TALLAHASSEE, Fla. -- The NCAA has upheld its decision to vacate up to 14 victories from former football coach Bobby Bowden as part of its penalty in an academic cheating scandal.
Bowden retired as major college football's second most-winning coach with 389 wins after Florida State's 33-21 Konica Minolta Gator Bowl victory over West Virginia on New Year's Day. Penn State's Joe Paterno, who is still coaching, has 394 wins.
The 80-year-old Bowden was in California on Tuesday to present a Fellowship of Christian Athletes award named after him and not immediately available to comment on the decision.
University officials, however, said they were surprised and disappointed by the NCAA's decision.
"We believed that our administration did everything it possibly could to ferret out any and all improprieties in this matter," Florida State athletic director Randy Spetman said.
The NCAA could take wins away in as many as 10 Florida State athletic programs, including possibly stripping Florida State of one of three straight NCAA track championships won between 2006 and 2008.
The NCAA Infractions Appeals Committee said Tuesday the cooperative efforts of the university in the academic cheating scandal involving 61 Florida State athletes failed to outweigh the aggravating factors in the case.
"The case also included impermissible benefits, unethical conduct by three former academic support services staff members and a failure to monitor by the university," the NCAA statement said.
Twenty-five football players were among the athletes who cheated on an online test in a music history course from the fall of 2006 through summer 2007 or received improper help from staffers who provided them with answers to the exam and typed papers for them.
In its appeal, Florida State called the sanctions that included vacating wins "excessive" and claimed the NCAA did not appropriately weigh its cooperation during the investigation. The school agreed to four years of probation and scholarship reductions.
The university still must certify which games ineligible players competed in to determine the number of wins and individual records that will be nullified.
"This will take some time," Spetman said. "We didn't believe it was a process we should go through."
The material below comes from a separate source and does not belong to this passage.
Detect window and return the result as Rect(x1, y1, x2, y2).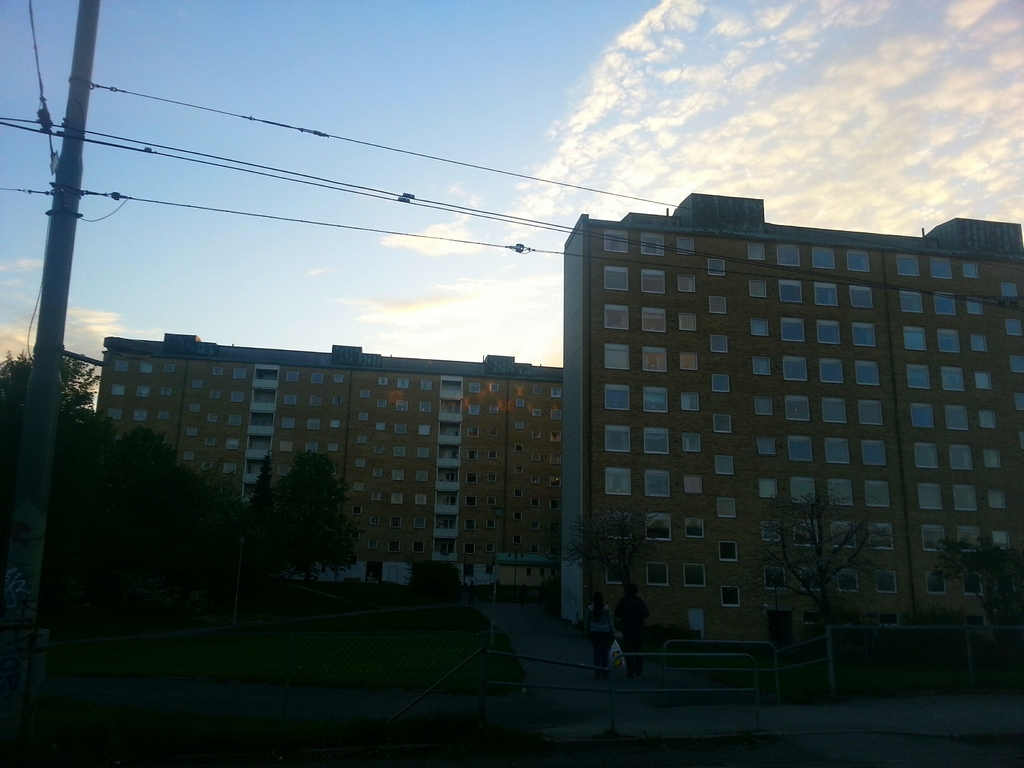
Rect(714, 495, 738, 516).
The NCAA also upheld the penalty imposed against one of the central figures in the scandal, Brenda Monk, the former learning specialist who worked with the most academically at-risk athletes in the Florida State program.
Monk had received what is known as a "show-cause" action, requiring any college that hires her before 2013 to explain why it shouldn't be punished if she is allowed to work with athletes. The NCAA accused her of unethical conduct and academic fraud for allegedly typing papers for three athletes, and providing test answers to others, charges she contested.
In an ESPN "Outside the Lines" story on Dec. 13, Monk claimed that much of the help she provided was justified because she was working with athletes who were learning disabled. She told OTL that more than one-third of the football team, and three-quarters of the basketball team, had a diagnosis of LD. Monk said Bowden and other coaches recruited athletes who read at a grade-school level in some cases, as well as a few players with very low IQs who could not have survived on a college campus without intensive academic support.
Monk's Tallahassee-based lawyer, Brant Hargrove, said Tuesday that he formally asked the NCAA in December to consider the findings of the OTL report, in which Monk said Bowden knew how she worked with athletes -- a charge Bowden has denied. Hargrove said he did not receive a response.
Monk's criticisms, though, were more directed at athletic department and campus officials who she said supported the way she worked with athletes between 2001, when she was hired, and 2007, when she resigned.
Monk, now the principal at a prison school, has filed a defamation lawsuit against Florida State. Hargrove told ESPN's Tom Farrey that he plans to continue to pursue that action despite potential damages to his client being capped at $100,000 under state law.
"This stopped being about money a long time ago," Hargrove said. "It's about reputation."
Hargrove said he was disappointed in the NCAA appellate committee's decision, for both Monk and Bowden.
"I love Bobby Bowden, he brought FSU from nothing to something," Hargrove told Farrey. "Brenda's case has nothing to do with Bobby Bowden. Brenda's case is about an inept [FSU] administration."
Tom Farrey reports for "E:60" and "Outside the Lines." Information from The Associated Press was used in this report.